Ariz. retailer’s buying center speeds transaction times
The strategy has helped employee retention and profitability, Cravo said. Finance employees who stayed with Royal transitioned to sales roles, in which they walk a customer through the entire purchase process and also sell F&I products. Buying center positions pay between $16 and $19 per hour, with the possibility of earning bonuses, said Jennifer Hurley, the center’s director.
An F&I manager who previously might have earned $120,000 wasn’t likely to move into an hourly role at the buying center, Cravo said. But in a sales role, he said, “if they sold cars at a high level and F&I products like they were probably doing, then they could make that kind of money on the sales floor and be their own kind of F&I manager, because they really would sell it themselves.”
Cravo declined to provide specific numbers but said F&I profit per vehicle retailed has more than doubled from its average eight to 10 years ago. The group’s reserve, or the money it receives from auto lenders for arranging indirect financing for customers, has tripled, he said.
Royal also reduced the time for contracts in transit to an average of five or six days from more than 10 before the change, Hurley said.

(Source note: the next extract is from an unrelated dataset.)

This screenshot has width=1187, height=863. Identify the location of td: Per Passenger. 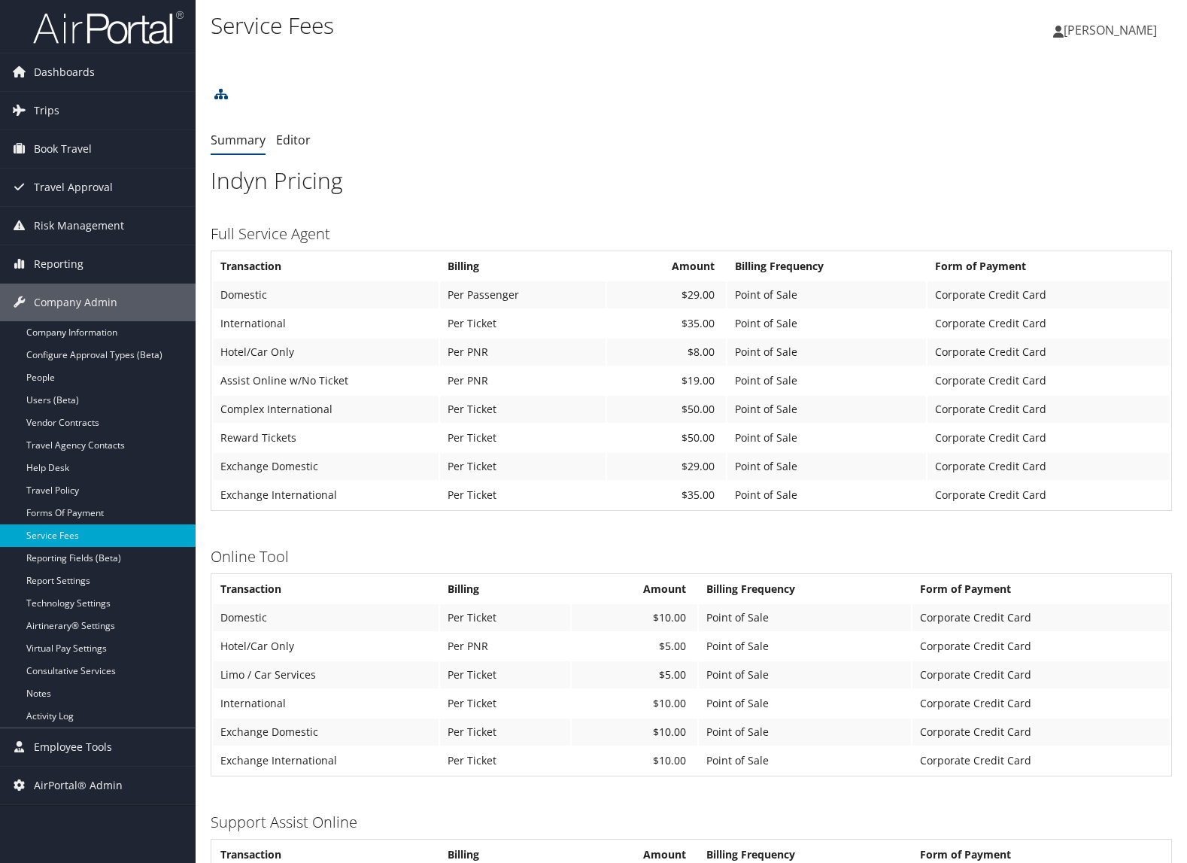
(523, 295).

Also, transaction times have plunged. The group, which sells an average of 700 new and used vehicles each month, can complete all purchase steps through delivery within 60 minutes of a customer agreeing to a deal, Cravo said. Subprime buyers’ purchases are completed on average within 17 minutes from the time their credit is pulled — down from an average of an hour and 15 minutes before the change at the Kia store, Cravo said.